Anthropic has not publicly detailed the exact flagging criteria, but it is plausible that violations of terms of service, abuse, or anomalous activity trigger the process. It remains to be seen how long this data will be stored, whether it will be shared with third parties, and what safeguards will apply in jurisdictions with stringent regulations like GDPR.
Biometric data: a qualitative leap
Facial geometry templates are a particularly sensitive category. Unlike a simple photo, they are mathematical models describing the structure of a face and can be used for automated recognition. European regulation classifies them as special biometric data, requiring an enhanced legal basis for processing. Anthropic will need to demonstrate that the collection is necessary and proportionate, or obtain explicit consent that is not tainted by information asymmetry.

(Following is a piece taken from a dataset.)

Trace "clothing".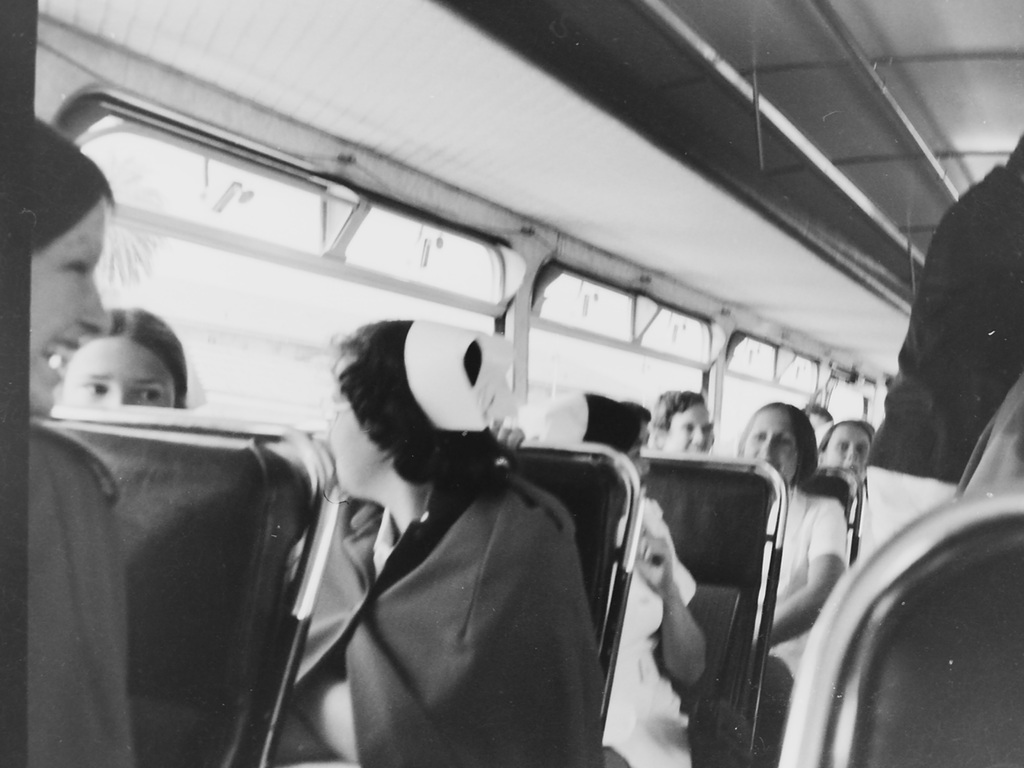
Traced to (873, 167, 1023, 515).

For professionals using LLMs in enterprise contexts, this move is a red flag: cloud models, even when not training directly on prompts, can trigger verification procedures involving intimate personal data. The convenience of an API comes with a potential exposure that is hard to quantify in advance.
Data sovereignty and the on-premise alternative
Those operating in regulated sectors—healthcare, finance, government—have long learned to carefully evaluate where data flows. Anthropic's initiative strengthens the case for those who choose to keep AI workloads under direct control, for instance with self-hosted models. Running an LLM on-premise provides physical certainty that no data leaves the corporate perimeter, not even for an identity check demanded by an external provider.

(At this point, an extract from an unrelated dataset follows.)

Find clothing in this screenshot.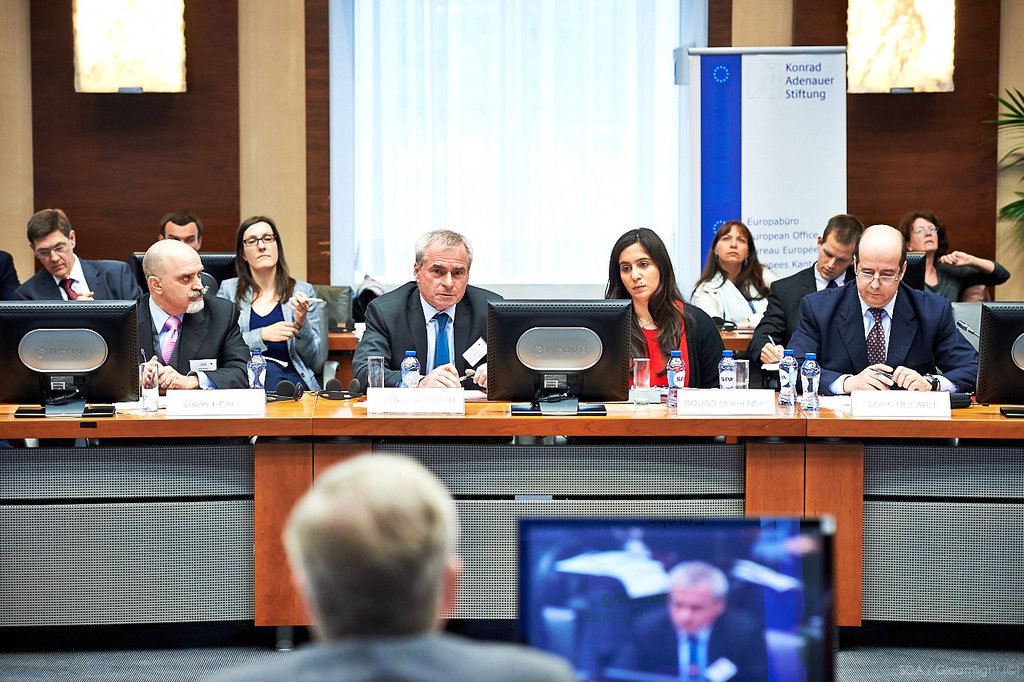
The bounding box for clothing is detection(609, 283, 707, 387).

Of course, self-hosting requires investment in hardware, skills, and maintenance. GPUs with adequate VRAM, serving frameworks, and monitoring pipelines demand significant commitment. But for organizations that prioritize data sovereignty, it is the only path to avoid contractual surprises like this. AI-RADAR closely follows the evolution of on-premise stacks, offering analysis on architectural choices and trade-offs.
What it means for companies
For businesses that already use Claude or are considering LLM adoption, the policy update is a wake-up call. It shows that cloud service terms can change quickly, introducing unforeseen data collection requirements. GDPR compliance could become more complex if employees, while accessing AI tools, find themselves having to provide biometric data to a non-EU entity.
The response is not uniform: some will continue to rely on the cloud for speed of adoption, others will accelerate on-premise AI projects. In any case, vendor transparency and auditability become discriminating factors. Digital sovereignty is not a slogan but an operational requirement that influences infrastructure choice. And this Anthropic update is yet another confirmation.